I have long argued that it is, for along with the prostate figures, men are now four times more likely to commit suicide as women. Tragically, suicide is now the leading killer of men under 45, with 5,140 suicides recorded in England and Wales in 2013, a 15-year high.

Nobody really knows why this is happening – mainly because there isn’t anything approaching an official investigation into the biggest killer of young British men. And, like Prostate Cancer UK, male suicide charity CALM cannot secure sufficient funding for their much-needed, life-saving work.

On Sky News, I repeated a message I’ve howled myself to hoarseness with in recent years: you can bet your life if women, or minorities of any ethnicity, sexuality or transgender were killing themselves at four times the rate of straight white men, it would be front page news. Millions of pounds would be magicked up, an emergency Government working party would be formed and this would be tackled head-on overnight.

Yet the same thing isn’t happening for men, especially if they are white and heterosexual. Why not? Quite simply, straight, white men don’t qualify for special dispensation under any discrimination or equalities laws, as we aren’t a recognised minority. So we don’t get any “special attention” for diseases that primarily affect us.

We just have to accept that the much-maligned “patriarchy” has enjoyed too much “privilege” for too long – even when those same privileged males are killing themselves in record numbers or dying in agony on cancer wards because the prevention of their cancers and treatment through nurses or drugs aren’t deemed sufficiently high-priority.

It poses the big question: does men’s health no longer matter? At both ends of the spectrum, young and old, more men are dying than is necessary, alone and in pain and nobody seems to care. Why are so few people speaking up about it?

We live in a time when discussing men’s issues is not seen as pro-man, but dismissed or slandered altogether as curiously anti-woman. As feminists shout ever louder about every minute social problem affecting women and girls, it seems men are retreating and losing their voice.

The drip-drip narrative of the Everyday Sexism Project – along with the continued demonisation of young men in the media and on University campuses – would have us believe Britain is intrinsically more sexist against women than it has ever been.

Yet in truth, the war on the gender pay gap is won. Both British and American women under 30 now earn more, like for like, than men. More women now attend university and graduate. Women achieve better A-level grades and at GCSE the new educational underclass are now white, working class boys who, for the first time in British history, achieve lower grades than not only all females, but Asian and black boys, too.

Needless to say, there is no investigation or government enquiry into this shaming fact, either.

Furthermore, if the recent Crime Survey Of England & Wales 2014 is to be believed, violent sexual assaults and domestic violence against women are at their lowest level since records began in 1981. Domestic violence, as opposed to non-violent domestic or sexual abuse, plummeted by an incredible 75 per cent since its peak in 1993, from 1,136,000 incidents to 280,000.

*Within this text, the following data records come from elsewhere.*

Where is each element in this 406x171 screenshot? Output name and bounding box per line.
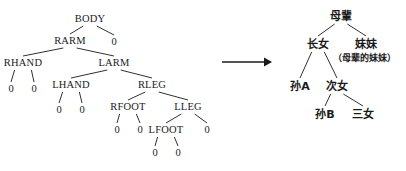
tree-edge <box>159 92 188 100</box>
tree-edge <box>79 92 82 103</box>
tree-edge <box>128 92 145 100</box>
tree-node-mubei: 母輩 <box>330 11 353 22</box>
tree-edge <box>343 94 363 106</box>
tree-edge <box>325 94 331 106</box>
tree-node-meimei: 妹妹 <box>355 39 378 50</box>
tree-node-n3: 0 <box>31 84 36 95</box>
tree-edge <box>136 114 140 123</box>
tree-node-rhand: RHAND <box>4 58 42 69</box>
tree-edge <box>23 48 63 56</box>
tree-edge <box>71 70 107 78</box>
tree-edge <box>318 24 335 36</box>
tree-edge <box>195 114 207 123</box>
tree-node-lfoot: LFOOT <box>149 125 184 136</box>
tree-edge <box>300 52 312 78</box>
tree-node-n10: 0 <box>175 148 180 159</box>
tree-edge <box>174 137 178 146</box>
tree-edge <box>347 24 366 36</box>
tree-node-zhangnv: 长女 <box>307 39 330 50</box>
tree-node-cinv: 次女 <box>326 81 349 92</box>
tree-node-n8: 0 <box>204 125 209 136</box>
tree-edge <box>11 70 15 82</box>
tree-edge <box>97 26 114 35</box>
tree-node-rarm: RARM <box>54 36 86 47</box>
tree-node-larm: LARM <box>98 58 129 69</box>
tree-node-n1: 0 <box>111 37 116 48</box>
tree-edge <box>77 48 114 56</box>
tree-node-rleg: RLEG <box>138 80 166 91</box>
tree-edge <box>59 92 63 103</box>
tree-node-n6: 0 <box>114 125 119 136</box>
tree-edge <box>117 114 120 123</box>
tree-edge <box>166 114 181 123</box>
tree-node-n9: 0 <box>152 148 157 159</box>
tree-edge <box>31 70 34 82</box>
tree-node-sunA: 孙A <box>290 81 311 92</box>
tree-edge <box>70 26 83 34</box>
tree-node-lleg: LLEG <box>174 102 202 113</box>
tree-edge <box>155 137 158 146</box>
tree-node-n7: 0 <box>137 125 142 136</box>
tree-edge <box>121 70 152 78</box>
diagram-canvas: BODYRARM0RHANDLARM00LHANDRLEG00RFOOTLLEG… <box>0 0 406 171</box>
tree-node-lhand: LHAND <box>52 80 90 91</box>
tree-node-body: BODY <box>75 14 106 25</box>
tree-node-sannv: 三女 <box>352 109 375 120</box>
tree-node-note: （母辈的妹妹） <box>333 54 396 63</box>
tree-node-rfoot: RFOOT <box>110 102 145 113</box>
tree-node-n2: 0 <box>8 84 13 95</box>
tree-node-sunB: 孙B <box>315 109 335 120</box>
transformation-arrow-head <box>264 58 272 67</box>
tree-node-n5: 0 <box>79 105 84 116</box>
tree-node-n4: 0 <box>56 105 61 116</box>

Sexual assaults (again, cases where actual violence occurred) were down a staggering 27 per cent year-on-year. Last year 2.2 per cent of women experienced a sexual assault: in 2005/6  that figure was five per cent. So while there’s always room for improvement, we’re significantly better-behaved men than we were even in 1993.

Not that you hear many voices – male or female – saying so. In fact, I was the only British journalist to report on this in a mainstream newspaper, the Telegraph. It seems we live in a world where saying the streets are safer because men are behaving more reasonably is an unfashionable message. Why does only bad news about men make headlines?

Today’s voices of protest would rather howl about a “sexist” Athena poster, when the truth is the real sexism in Britain is against men, who are – quite literally – dying under its weight.

Martin Daubney was the longest-serving editor of men’s magazine Loaded. He is a regular pundit on Sky News and a columnist for the Telegraph. Follow him at @MartinDaubney.